It was big news in the extended family when Jimmy Dull signed on as a groundman with Trico Electric Cooperative in Marana, Ariz., a little more than a year ago.

His father, Lonnie Dull, was a field inspector for Trico Electric and had been with the co-op for nearly 10 years. And in late 2014, thanks to a recent change in personnel policy at the co-op, Jimmy was able to join his father on the payroll.

Jimmy, then 34, had 16 years in as a commercial electrician with a Tucson electrical contractor. He’d risen to crew leader, about as far as he’d ever be able to go with the company. Meanwhile, his dad kept describing all the advantages in wages, benefits, safety and training, and secure employment that a job at the co-op could offer.

So the younger Dull felt pretty good about his prospects when he landed the job at Trico, a co-op of about 42,000 meters. But it was his grandmother who iced the cake during a family gathering: Jimmy’s new job meant three generations of Dulls had worked at Trico Electric.

“After I had gotten hired, my grandma said, ‘Oh, yeah, your grandpa was a lineman at Trico,’” Jimmy says. “I had no idea. That was very surprising to me. It was pretty exciting to know my grandfather had been a part of the company over 50 years ago that now me and my dad are at. It was like, maybe this was something I was destined for, maybe something we as Dulls were meant to do.”

Nobody on the staff at Trico today was around back when Leonard Dull left the copper mines to work on the co-op’s lines. Lonnie himself was just a youngster in the late 1950s and early ’60s when his dad was at Trico Electric. Leonard moved on after divorcing Lonnie’s mother in 1965, and Lonnie was only 10 when his father died in an accident in 1967.

But a grainy, blurry old photo in the dustiest co-op files shows a wiry Leonard Dull in a ragged work shirt, sleeves torn off at the shoulders, leaning back against the belt strapped around a pole. A tool belt hangs at his waist, but that’s about the only sign that he belongs up there at the poletop.

“He’s up there without a hardhat or any safety equipment,” Lonnie says with a shake of his head. “There were a lot of accidents back then. The last time I saw him, he had a cast on because he rode a pole to the ground and broke his leg.”

Lonnie, now 57, went on to work in the mines too, and he spent a few years on the drag racing circuit (“I was a world champion driver in 1988,” he says). But he was happy to join Trico Electric in 2005.

“I’ve been with Fortune 500 companies, and you’re just a number there,” he says. “Trico is awesome. They take care of you here. They bend over backward to let you know they appreciate you and what you do for the company.”

That’s why he kept talking to his son about Trico Electric through the fall of 2014, after the co-op tweaked its hiring policies. Well, that and the fact that he knew Jimmy would fit right in on the line crews.

“He’d gone as far as he could go where he was at, and he liked listening to me talking about Trico and how good it is,” Lonnie says. “And as far as mechanical ability, that’s the way our brains are made. My son and I are both mechanically inclined. We can build anything.”

For Jimmy, the move meant a small cut in pay while he spent a year on the ground learning the basics before moving into a lineman apprenticeship. But his house was nearly paid for, he says, and he didn’t see much of a future in the contracting business.

“It wasn’t really a no-brainer, but it wasn’t that big of a deal either,” he says. “In the long run, the benefits they give you, the fact that they take care of you, they appreciate you, it’s been well worth it. And in the long run, it’s going to work out better for me and my family.”

He also likes the response he gets from coop members. He’s been out on a few nighttime trouble calls, and the members are always welcoming. “Many times, they’re coming out, thanking us, telling us their story, appreciating that we’re there any time of day or night,” Jimmy says. “And we’re a smaller co-op, so it seems like it’s a little more personable. People appreciate you in the field.”

And then there’s that added family benefit: getting to see his dad on the job site from time to time.

“There’s only been a couple of times when we’ve actually worked directly together,” Jimmy says. “But it’s a pleasure, getting to work with your dad. When you’re younger, you don’t appreciate it that much. But we’re both getting older, and it’s nice to spend that time.”

Both he and his dad are now wondering about the possibility of a fourth-generation Dull working at Trico Electric, although that prospect is still a long way off. Jimmy and his wife, Ashley, have three daughters: Bailey, 7; Taylor, 5; and Makenna, who arrived just last summer.

Jimmy says Taylor shows some promise.

“We call her our wild child,” he says. “She’s a lot like me, fearless, and she goes for it. She’s not afraid. She could be a fourth-generation linewoman, or something like that. You never know.”

The thought of one of his daughters finding a future at the same place her long-gone great-grandfather worked half a century ago gives Jimmy Dull a sense of pride.

“Definitely, a whole bunch of pride,” he says. “I want to pass on that legacy, keep it rolling.”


__Your task__:
Please return only the lines from the one holding "The width and height of the screenshot is (524, 349)." through the one holding "This screenshot has width=1385, height=666.", exactly as they appear in the records below, both ends included.

__Supplied data__:
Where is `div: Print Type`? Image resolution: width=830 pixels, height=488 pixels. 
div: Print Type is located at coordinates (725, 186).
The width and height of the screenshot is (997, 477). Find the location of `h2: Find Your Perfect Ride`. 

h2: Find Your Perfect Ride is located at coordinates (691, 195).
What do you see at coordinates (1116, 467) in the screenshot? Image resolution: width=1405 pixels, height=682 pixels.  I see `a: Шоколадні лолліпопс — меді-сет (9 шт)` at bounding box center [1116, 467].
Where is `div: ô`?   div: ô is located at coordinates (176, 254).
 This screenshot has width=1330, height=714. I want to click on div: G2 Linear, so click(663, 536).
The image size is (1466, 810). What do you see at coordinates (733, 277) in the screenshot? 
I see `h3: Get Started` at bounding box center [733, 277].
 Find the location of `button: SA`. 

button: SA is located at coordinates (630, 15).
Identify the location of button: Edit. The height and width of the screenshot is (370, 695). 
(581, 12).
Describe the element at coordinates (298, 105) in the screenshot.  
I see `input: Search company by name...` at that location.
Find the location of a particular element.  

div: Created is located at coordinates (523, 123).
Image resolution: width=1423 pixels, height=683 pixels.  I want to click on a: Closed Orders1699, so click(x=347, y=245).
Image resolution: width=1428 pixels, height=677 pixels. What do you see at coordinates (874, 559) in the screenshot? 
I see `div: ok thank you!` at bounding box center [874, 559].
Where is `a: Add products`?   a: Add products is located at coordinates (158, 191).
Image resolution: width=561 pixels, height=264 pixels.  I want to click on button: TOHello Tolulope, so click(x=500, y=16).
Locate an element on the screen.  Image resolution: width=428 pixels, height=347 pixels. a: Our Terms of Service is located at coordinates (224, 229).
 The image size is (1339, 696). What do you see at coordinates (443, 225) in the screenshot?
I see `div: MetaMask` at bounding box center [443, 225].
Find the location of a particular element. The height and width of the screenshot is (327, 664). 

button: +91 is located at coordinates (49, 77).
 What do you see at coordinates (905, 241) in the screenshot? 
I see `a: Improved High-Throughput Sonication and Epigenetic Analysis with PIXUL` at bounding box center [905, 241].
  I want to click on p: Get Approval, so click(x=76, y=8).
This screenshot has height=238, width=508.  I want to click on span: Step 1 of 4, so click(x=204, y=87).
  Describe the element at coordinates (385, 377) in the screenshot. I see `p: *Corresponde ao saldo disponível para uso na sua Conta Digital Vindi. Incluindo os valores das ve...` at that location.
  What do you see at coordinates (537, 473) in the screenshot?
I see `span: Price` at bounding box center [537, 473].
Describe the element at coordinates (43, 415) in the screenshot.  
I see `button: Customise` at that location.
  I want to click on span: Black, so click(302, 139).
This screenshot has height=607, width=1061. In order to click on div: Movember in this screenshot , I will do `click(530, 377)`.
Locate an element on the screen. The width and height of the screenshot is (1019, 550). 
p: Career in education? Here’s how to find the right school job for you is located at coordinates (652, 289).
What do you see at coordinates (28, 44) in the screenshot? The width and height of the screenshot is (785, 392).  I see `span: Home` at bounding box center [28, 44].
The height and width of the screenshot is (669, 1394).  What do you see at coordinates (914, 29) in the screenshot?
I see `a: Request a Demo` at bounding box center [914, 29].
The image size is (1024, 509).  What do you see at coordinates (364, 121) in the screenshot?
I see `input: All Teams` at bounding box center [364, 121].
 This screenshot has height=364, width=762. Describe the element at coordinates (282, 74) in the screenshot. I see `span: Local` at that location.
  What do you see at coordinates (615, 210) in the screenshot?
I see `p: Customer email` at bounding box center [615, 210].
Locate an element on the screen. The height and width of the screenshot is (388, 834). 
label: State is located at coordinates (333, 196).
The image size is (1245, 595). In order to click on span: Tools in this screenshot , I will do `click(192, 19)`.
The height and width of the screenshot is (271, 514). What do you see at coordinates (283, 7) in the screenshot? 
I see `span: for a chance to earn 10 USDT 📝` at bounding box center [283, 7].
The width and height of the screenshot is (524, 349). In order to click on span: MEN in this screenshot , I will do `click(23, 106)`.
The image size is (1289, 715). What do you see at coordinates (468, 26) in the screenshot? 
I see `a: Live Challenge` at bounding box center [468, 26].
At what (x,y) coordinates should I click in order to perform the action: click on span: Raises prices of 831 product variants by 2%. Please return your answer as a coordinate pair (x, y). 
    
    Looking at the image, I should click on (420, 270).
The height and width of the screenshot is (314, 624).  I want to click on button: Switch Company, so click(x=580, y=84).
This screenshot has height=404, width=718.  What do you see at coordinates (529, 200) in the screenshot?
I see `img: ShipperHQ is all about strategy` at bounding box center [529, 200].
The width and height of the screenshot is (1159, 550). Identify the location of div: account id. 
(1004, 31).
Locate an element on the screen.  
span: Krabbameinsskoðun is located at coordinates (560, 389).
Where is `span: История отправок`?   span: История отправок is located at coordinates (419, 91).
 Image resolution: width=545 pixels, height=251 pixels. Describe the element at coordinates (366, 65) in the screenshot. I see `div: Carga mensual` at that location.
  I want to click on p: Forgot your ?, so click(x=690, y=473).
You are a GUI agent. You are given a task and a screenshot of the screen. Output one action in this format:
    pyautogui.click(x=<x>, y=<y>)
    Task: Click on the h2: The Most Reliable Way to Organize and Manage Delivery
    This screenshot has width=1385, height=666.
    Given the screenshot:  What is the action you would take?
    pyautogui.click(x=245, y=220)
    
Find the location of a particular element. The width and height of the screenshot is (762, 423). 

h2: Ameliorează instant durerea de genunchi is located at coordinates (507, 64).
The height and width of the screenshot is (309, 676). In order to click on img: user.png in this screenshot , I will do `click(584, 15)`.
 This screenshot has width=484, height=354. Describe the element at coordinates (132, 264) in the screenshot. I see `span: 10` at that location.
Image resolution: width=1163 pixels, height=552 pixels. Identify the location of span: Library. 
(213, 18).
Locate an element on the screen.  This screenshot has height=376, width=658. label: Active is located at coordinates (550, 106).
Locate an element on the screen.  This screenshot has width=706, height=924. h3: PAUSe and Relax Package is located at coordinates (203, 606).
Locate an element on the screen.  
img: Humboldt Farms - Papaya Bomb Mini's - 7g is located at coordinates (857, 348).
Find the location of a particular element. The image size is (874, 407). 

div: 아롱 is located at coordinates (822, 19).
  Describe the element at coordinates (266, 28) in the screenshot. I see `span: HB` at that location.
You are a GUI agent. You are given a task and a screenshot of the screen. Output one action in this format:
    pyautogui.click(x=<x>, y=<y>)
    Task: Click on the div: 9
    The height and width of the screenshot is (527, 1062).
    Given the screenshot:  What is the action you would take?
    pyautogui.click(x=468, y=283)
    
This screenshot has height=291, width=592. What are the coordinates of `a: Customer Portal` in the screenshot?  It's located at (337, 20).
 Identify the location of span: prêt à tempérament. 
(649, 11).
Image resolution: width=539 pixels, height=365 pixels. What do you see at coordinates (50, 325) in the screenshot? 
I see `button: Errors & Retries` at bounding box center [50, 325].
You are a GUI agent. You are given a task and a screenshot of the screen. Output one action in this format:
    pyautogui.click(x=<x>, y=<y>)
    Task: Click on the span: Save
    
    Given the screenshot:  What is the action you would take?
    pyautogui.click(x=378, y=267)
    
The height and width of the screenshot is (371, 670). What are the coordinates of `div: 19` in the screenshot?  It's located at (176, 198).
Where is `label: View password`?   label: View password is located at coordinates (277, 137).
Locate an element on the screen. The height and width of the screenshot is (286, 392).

__Answer space__:
The width and height of the screenshot is (524, 349). In order to click on span: MEN in this screenshot , I will do `click(23, 106)`.
The image size is (1289, 715). What do you see at coordinates (468, 26) in the screenshot? 
I see `a: Live Challenge` at bounding box center [468, 26].
At what (x,y) coordinates should I click in order to perform the action: click on span: Raises prices of 831 product variants by 2%. Please return your answer as a coordinate pair (x, y). 
    
    Looking at the image, I should click on (420, 270).
The height and width of the screenshot is (314, 624).  I want to click on button: Switch Company, so click(x=580, y=84).
This screenshot has height=404, width=718.  What do you see at coordinates (529, 200) in the screenshot?
I see `img: ShipperHQ is all about strategy` at bounding box center [529, 200].
The width and height of the screenshot is (1159, 550). Identify the location of div: account id. 
(1004, 31).
Locate an element on the screen.  
span: Krabbameinsskoðun is located at coordinates (560, 389).
Where is `span: История отправок`?   span: История отправок is located at coordinates (419, 91).
 Image resolution: width=545 pixels, height=251 pixels. Describe the element at coordinates (366, 65) in the screenshot. I see `div: Carga mensual` at that location.
  I want to click on p: Forgot your ?, so click(x=690, y=473).
You are a GUI agent. You are given a task and a screenshot of the screen. Output one action in this format:
    pyautogui.click(x=<x>, y=<y>)
    Task: Click on the h2: The Most Reliable Way to Organize and Manage Delivery
    This screenshot has width=1385, height=666.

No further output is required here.